Meet the barrister fighting to clear Lucy Letby's name

Timesa day ago
When Mark McDonald answered the phone, almost exactly a year ago, he had no idea he was about to step into the heart of one of the most high-profile cases in British legal history. The call was from Lucy Letby's parents and they wanted his help. 'A week later, I'm meeting Lucy,' McDonald recalls.
Letby's family wanted him to take over from her previous lawyer, Ben Myers, and free her from prison, where she is serving 15 whole-life terms. At the end of her ten-month trial in 2023 (one of the longest in British legal history) she was convicted of seven counts of murder and six of attempted murder at the Countess of Chester Hospital in Cheshire between 2015 and 2016. A further trial last year added one more conviction on a count of attempted murder. McDonald was Letby's last hope.
'I get the phone call when it's all gone wrong,' says McDonald, 59, a seasoned criminal defence barrister with a reputation for high-profile appeals. McDonald is in Devon on a family holiday, so we speak over Zoom. His two children, aged three and four, have spent all day building sandcastles and eating ice cream. But work never stops when it comes to McDonald's most high-profile client.
McDonald speaks to Letby, 35, once a week or every two weeks — sometimes more often — and visits her once a month at Bronzefield prison in Ashford, Surrey. He says Letby is 'in a very different place today than what she was 12 months ago'.

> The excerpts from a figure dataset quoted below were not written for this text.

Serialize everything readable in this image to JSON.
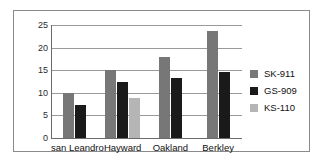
{
  "chart_data": {
    "type": "bar",
    "title": "",
    "xlabel": "",
    "ylabel": "",
    "ylim": [
      0,
      25
    ],
    "yticks": [
      0,
      5,
      10,
      15,
      20,
      25
    ],
    "grid": true,
    "legend_position": "right",
    "categories": [
      "san Leandro",
      "Hayward",
      "Oakland",
      "Berkley"
    ],
    "series": [
      {
        "name": "SK-911",
        "color": "#777777",
        "values": [
          10,
          15,
          18,
          23.7
        ]
      },
      {
        "name": "GS-909",
        "color": "#1a1a1a",
        "values": [
          7.3,
          12.4,
          13.2,
          14.7
        ]
      },
      {
        "name": "KS-110",
        "color": "#b5b5b5",
        "values": [
          null,
          8.8,
          null,
          null
        ]
      }
    ]
  },
  "axis": {
    "ytick_labels": [
      "25",
      "20",
      "15",
      "10",
      "5",
      "0"
    ]
  },
  "legend": {
    "items": [
      {
        "label": "SK-911",
        "color": "#777777"
      },
      {
        "label": "GS-909",
        "color": "#1a1a1a"
      },
      {
        "label": "KS-110",
        "color": "#b5b5b5"
      }
    ]
  },
  "categories_labels": [
    "san Leandro",
    "Hayward",
    "Oakland",
    "Berkley"
  ]
}
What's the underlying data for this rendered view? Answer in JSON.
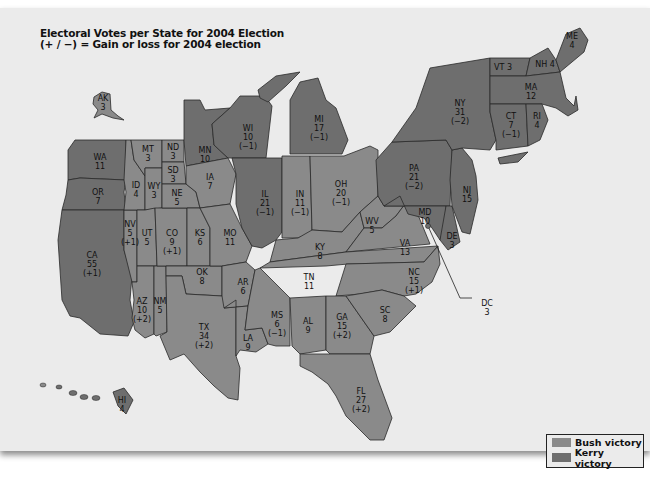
{
  "title": {
    "line1": "Electoral Votes per State for 2004 Election",
    "line2": "(+ / −) = Gain or loss for 2004 election"
  },
  "colors": {
    "bush": "#8a8a8a",
    "kerry": "#6e6e6e",
    "background": "#ebebeb"
  },
  "legend": {
    "items": [
      {
        "label": "Bush victory",
        "color": "#8a8a8a"
      },
      {
        "label": "Kerry victory",
        "color": "#6e6e6e"
      }
    ]
  },
  "states": {
    "AK": {
      "votes": "3",
      "change": "",
      "winner": "bush"
    },
    "HI": {
      "votes": "4",
      "change": "",
      "winner": "kerry"
    },
    "WA": {
      "votes": "11",
      "change": "",
      "winner": "kerry"
    },
    "OR": {
      "votes": "7",
      "change": "",
      "winner": "kerry"
    },
    "CA": {
      "votes": "55",
      "change": "(+1)",
      "winner": "kerry"
    },
    "NV": {
      "votes": "5",
      "change": "(+1)",
      "winner": "bush"
    },
    "ID": {
      "votes": "4",
      "change": "",
      "winner": "bush"
    },
    "MT": {
      "votes": "3",
      "change": "",
      "winner": "bush"
    },
    "WY": {
      "votes": "3",
      "change": "",
      "winner": "bush"
    },
    "UT": {
      "votes": "5",
      "change": "",
      "winner": "bush"
    },
    "AZ": {
      "votes": "10",
      "change": "(+2)",
      "winner": "bush"
    },
    "NM": {
      "votes": "5",
      "change": "",
      "winner": "bush"
    },
    "CO": {
      "votes": "9",
      "change": "(+1)",
      "winner": "bush"
    },
    "ND": {
      "votes": "3",
      "change": "",
      "winner": "bush"
    },
    "SD": {
      "votes": "3",
      "change": "",
      "winner": "bush"
    },
    "NE": {
      "votes": "5",
      "change": "",
      "winner": "bush"
    },
    "KS": {
      "votes": "6",
      "change": "",
      "winner": "bush"
    },
    "OK": {
      "votes": "8",
      "change": "",
      "winner": "bush"
    },
    "TX": {
      "votes": "34",
      "change": "(+2)",
      "winner": "bush"
    },
    "MN": {
      "votes": "10",
      "change": "",
      "winner": "kerry"
    },
    "IA": {
      "votes": "7",
      "change": "",
      "winner": "bush"
    },
    "MO": {
      "votes": "11",
      "change": "",
      "winner": "bush"
    },
    "AR": {
      "votes": "6",
      "change": "",
      "winner": "bush"
    },
    "LA": {
      "votes": "9",
      "change": "",
      "winner": "bush"
    },
    "WI": {
      "votes": "10",
      "change": "(−1)",
      "winner": "kerry"
    },
    "IL": {
      "votes": "21",
      "change": "(−1)",
      "winner": "kerry"
    },
    "MI": {
      "votes": "17",
      "change": "(−1)",
      "winner": "kerry"
    },
    "IN": {
      "votes": "11",
      "change": "(−1)",
      "winner": "bush"
    },
    "OH": {
      "votes": "20",
      "change": "(−1)",
      "winner": "bush"
    },
    "KY": {
      "votes": "8",
      "change": "",
      "winner": "bush"
    },
    "TN": {
      "votes": "11",
      "change": "",
      "winner": "bush"
    },
    "MS": {
      "votes": "6",
      "change": "(−1)",
      "winner": "bush"
    },
    "AL": {
      "votes": "9",
      "change": "",
      "winner": "bush"
    },
    "GA": {
      "votes": "15",
      "change": "(+2)",
      "winner": "bush"
    },
    "FL": {
      "votes": "27",
      "change": "(+2)",
      "winner": "bush"
    },
    "SC": {
      "votes": "8",
      "change": "",
      "winner": "bush"
    },
    "NC": {
      "votes": "15",
      "change": "(+1)",
      "winner": "bush"
    },
    "VA": {
      "votes": "13",
      "change": "",
      "winner": "bush"
    },
    "WV": {
      "votes": "5",
      "change": "",
      "winner": "bush"
    },
    "PA": {
      "votes": "21",
      "change": "(−2)",
      "winner": "kerry"
    },
    "MD": {
      "votes": "10",
      "change": "",
      "winner": "kerry"
    },
    "DE": {
      "votes": "3",
      "change": "",
      "winner": "kerry"
    },
    "DC": {
      "votes": "3",
      "change": "",
      "winner": "kerry"
    },
    "NJ": {
      "votes": "15",
      "change": "",
      "winner": "kerry"
    },
    "NY": {
      "votes": "31",
      "change": "(−2)",
      "winner": "kerry"
    },
    "CT": {
      "votes": "7",
      "change": "(−1)",
      "winner": "kerry"
    },
    "RI": {
      "votes": "4",
      "change": "",
      "winner": "kerry"
    },
    "MA": {
      "votes": "12",
      "change": "",
      "winner": "kerry"
    },
    "VT": {
      "votes": "3",
      "change": "",
      "winner": "kerry"
    },
    "NH": {
      "votes": "4",
      "change": "",
      "winner": "kerry"
    },
    "ME": {
      "votes": "4",
      "change": "",
      "winner": "kerry"
    }
  }
}
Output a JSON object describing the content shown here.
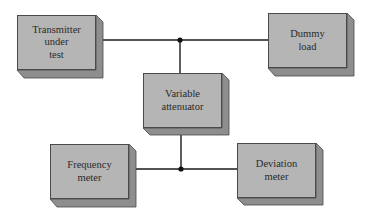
{
  "diagram": {
    "type": "block-diagram",
    "colors": {
      "face": "#b5b5b5",
      "side": "#8e8e8e",
      "outline": "#4a4a4a",
      "wire": "#1a1a1a"
    },
    "blocks": [
      {
        "id": "transmitter",
        "label": "Transmitter\nunder\ntest",
        "x": 17,
        "y": 15
      },
      {
        "id": "dummy_load",
        "label": "Dummy\nload",
        "x": 268,
        "y": 13
      },
      {
        "id": "attenuator",
        "label": "Variable\nattenuator",
        "x": 143,
        "y": 73
      },
      {
        "id": "frequency_meter",
        "label": "Frequency\nmeter",
        "x": 50,
        "y": 144
      },
      {
        "id": "deviation_meter",
        "label": "Deviation\nmeter",
        "x": 237,
        "y": 143
      }
    ],
    "junctions": [
      {
        "id": "top",
        "x": 180,
        "y": 40
      },
      {
        "id": "bottom",
        "x": 181,
        "y": 169
      }
    ],
    "connections": [
      {
        "from": "transmitter",
        "to": "top"
      },
      {
        "from": "top",
        "to": "dummy_load"
      },
      {
        "from": "top",
        "to": "attenuator"
      },
      {
        "from": "attenuator",
        "to": "bottom"
      },
      {
        "from": "frequency_meter",
        "to": "bottom"
      },
      {
        "from": "bottom",
        "to": "deviation_meter"
      }
    ]
  }
}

'Remember, 12 months ago, she'd lost every argument. She had been saying that she was not guilty right from the beginning and nobody believed her. She went through a whole trial and she was convicted. She went to the Court of Appeal and she was convicted. She had a retrial; she was convicted. She went to the Court of Appeal again; she was convicted. And that was it. There, you have a broken person. But today, after everything that has happened in the last 12 months, she's got new hope.'
At least some of that is thanks to McDonald. Back in 2023, under photos of her dead-eyed mugshot Letby was universally branded the blonde-haired, blue-eyed 'angel of death' who was 'evil' and 'a monster'.
Slowly at first and then all at once, the public debate over the veracity of her conviction became more heated. In the past 12 months McDonald has done everything he can to transform what was initially a tiny ripple of outlier conspiracy theorists decrying the nurse's guilt into overt support ranging from celebrities and newspaper columnists to scientists and some MPs.
But he still has a way to go. For Letby to be allowed to appeal against her conviction, McDonald must first submit 'new evidence' to the Criminal Cases Review Commission (CCRC), an independent public body that assesses potential miscarriages of justice.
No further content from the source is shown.